2. Consider energy sources: A building that designs around a reliable energy source or generates its own energy is insulated from many shocks. Independent energy sources are becoming easier, greener and cheaper to install locally and when directly attached to a project can help reduce energy bills and withstand outages.

Decarbonization strategies for energy sourcing:

  • Electrification: Buildings that burn fossil fuels on site will always generate the same emissions. Buildings attached to an electric grid will automatically become greener as more renewable energy sources continue to be installed.
  • Design for time of use: Electricity drawn from the grid during hours of peak generation, especially from intermittent renewables like solar, results in fewer Scope 2 emissions and fewer demand charges.
  • Energy storage: Thermal storage or electric storage can help systems undergo outages or shift usage times.
  • Renewable generation: Solar panels, connected wind and even micronuclear generation can remove a project’s reliance on outside energy sources.

3. Manage material sourcing: Considering material sourcing and required maintenance reduces a project’s embodied emissions. It can also be a key strategy for reducing construction and maintenance costs and avoiding supply chain issues.

Decarbonization strategies for materials:

  • Adaptive reuse: When feasible, renovating existing buildings can avoid the material cost — and embodied emissions — of building from scratch.
  • Sustainable refrigerants: High-GWP refrigerants can contribute significantly to a building’s embodied emissions and leaks over time can potentially compound this impact. Lower-GWP refrigerants avoid this risk. As regulations and guidance around refrigerants shift, systems that depend on refrigerants with high GWPs will face more restrictions and be harder to maintain.
  • Local sourcing: Emissions associated with material transportation and risks associated with complicated supply chains can be reduced by sourcing local materials where possible.

The art of decarbonization

Mechanical design is called design for a reason: Good engineering requires creativity. Many strategies for decarbonization and risk management can be contradictory and different engineers will arrive at different solutions. Refrigerants provide a fantastic example: Some sustainable refrigerants may make the system cheaper to maintain and easier to dispose of — and may also make the system operate at a lower COP, raising operational energy costs and exposing a system to fluctuations in energy pricing.

Costs, regulations and equipment constraints complicate the puzzle. It falls to the engineer to determine the appropriate balance of efficiency and lower embodied emissions.
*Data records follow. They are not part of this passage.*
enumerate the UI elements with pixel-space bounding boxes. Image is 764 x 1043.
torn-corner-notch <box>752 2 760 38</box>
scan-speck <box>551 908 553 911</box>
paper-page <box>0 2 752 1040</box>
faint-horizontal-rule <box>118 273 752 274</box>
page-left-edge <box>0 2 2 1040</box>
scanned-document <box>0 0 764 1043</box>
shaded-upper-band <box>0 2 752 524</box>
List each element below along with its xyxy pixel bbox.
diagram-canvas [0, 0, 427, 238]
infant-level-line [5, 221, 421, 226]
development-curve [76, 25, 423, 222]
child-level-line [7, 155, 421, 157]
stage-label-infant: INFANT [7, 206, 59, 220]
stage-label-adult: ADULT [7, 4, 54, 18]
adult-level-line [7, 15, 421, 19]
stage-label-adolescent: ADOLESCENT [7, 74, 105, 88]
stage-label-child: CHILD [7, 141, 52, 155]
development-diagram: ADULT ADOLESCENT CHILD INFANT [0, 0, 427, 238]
Looking into the future and considering the risks that the system will be exposed to can provide clarity. One project may prioritize a more efficient system, while another may choose a more sustainable refrigerant, while a third may consider a combination that prioritizes reducing whole-life carbon.

While no project can implement every single decarbonization strategy, every project will find benefit in considering tools for a greener design. The role that decarbonization plays in design will change depending on the project, client and geographic region. Weighing decarbonization from a risk management perspective can reframe the process of mechanical design from an immediate-cost perspective to a long-term, future-proof one.
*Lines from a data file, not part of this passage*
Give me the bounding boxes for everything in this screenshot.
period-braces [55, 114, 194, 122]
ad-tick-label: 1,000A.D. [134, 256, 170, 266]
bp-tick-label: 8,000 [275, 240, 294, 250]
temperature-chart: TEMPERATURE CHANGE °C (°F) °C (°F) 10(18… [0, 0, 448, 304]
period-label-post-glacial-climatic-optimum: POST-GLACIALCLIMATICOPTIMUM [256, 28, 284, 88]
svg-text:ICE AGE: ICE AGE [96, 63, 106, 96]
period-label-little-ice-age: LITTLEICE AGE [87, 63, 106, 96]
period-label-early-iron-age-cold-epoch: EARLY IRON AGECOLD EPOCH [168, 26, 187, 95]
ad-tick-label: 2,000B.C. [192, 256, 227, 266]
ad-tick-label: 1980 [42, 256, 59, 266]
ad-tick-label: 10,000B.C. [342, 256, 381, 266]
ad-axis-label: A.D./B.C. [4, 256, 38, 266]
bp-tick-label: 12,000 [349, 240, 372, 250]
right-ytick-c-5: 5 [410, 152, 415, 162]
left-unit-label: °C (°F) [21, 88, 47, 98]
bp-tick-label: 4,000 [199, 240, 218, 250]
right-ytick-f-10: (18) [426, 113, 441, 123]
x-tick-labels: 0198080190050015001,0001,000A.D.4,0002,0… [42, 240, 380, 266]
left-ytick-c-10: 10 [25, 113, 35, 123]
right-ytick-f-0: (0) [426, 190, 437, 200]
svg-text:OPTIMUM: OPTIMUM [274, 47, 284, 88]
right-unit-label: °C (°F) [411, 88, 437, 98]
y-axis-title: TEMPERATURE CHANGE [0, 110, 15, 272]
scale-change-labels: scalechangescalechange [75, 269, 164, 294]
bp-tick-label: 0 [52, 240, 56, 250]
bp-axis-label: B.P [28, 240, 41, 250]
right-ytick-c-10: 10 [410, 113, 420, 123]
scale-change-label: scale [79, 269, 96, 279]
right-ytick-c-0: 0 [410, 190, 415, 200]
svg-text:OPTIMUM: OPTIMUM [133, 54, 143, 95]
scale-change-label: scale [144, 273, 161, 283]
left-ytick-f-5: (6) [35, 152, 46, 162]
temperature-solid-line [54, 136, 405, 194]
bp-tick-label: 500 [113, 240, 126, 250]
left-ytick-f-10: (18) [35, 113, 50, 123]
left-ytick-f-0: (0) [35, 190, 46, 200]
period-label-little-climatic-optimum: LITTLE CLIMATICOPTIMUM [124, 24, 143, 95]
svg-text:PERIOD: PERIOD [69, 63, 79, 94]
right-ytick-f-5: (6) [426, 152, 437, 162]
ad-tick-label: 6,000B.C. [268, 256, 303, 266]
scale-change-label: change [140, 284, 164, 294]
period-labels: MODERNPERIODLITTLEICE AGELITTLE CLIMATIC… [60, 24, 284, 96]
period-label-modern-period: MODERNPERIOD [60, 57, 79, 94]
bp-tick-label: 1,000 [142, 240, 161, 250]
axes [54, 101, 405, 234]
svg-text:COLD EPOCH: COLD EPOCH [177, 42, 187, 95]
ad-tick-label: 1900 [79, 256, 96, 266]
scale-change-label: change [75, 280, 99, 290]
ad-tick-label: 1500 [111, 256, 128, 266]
Mechanical engineers have a unique opportunity and responsibility to build systems for a greener and safer future.

This article has been peer-reviewed.
Nancy Kohout, PE, LEED AP, and Grace Turner, EIT.
By

Nancy Kohout, PE, LEED AP, and Grace Turner, EIT

Nancy Kohout, PE, LEED AP, is a Principal and MEP Engineering Leader at Buro Happold, serves on the Executive Committee of ASHRAE’s Center of Excellence for Building Decarbonization and is a founder of the Women in ASHRAE Leadership Symposium. Grace Turner, EIT, is a building performance analyst on SmithGroup’s Integrated Multidisciplinary Performance-Analytics Climate Action Team.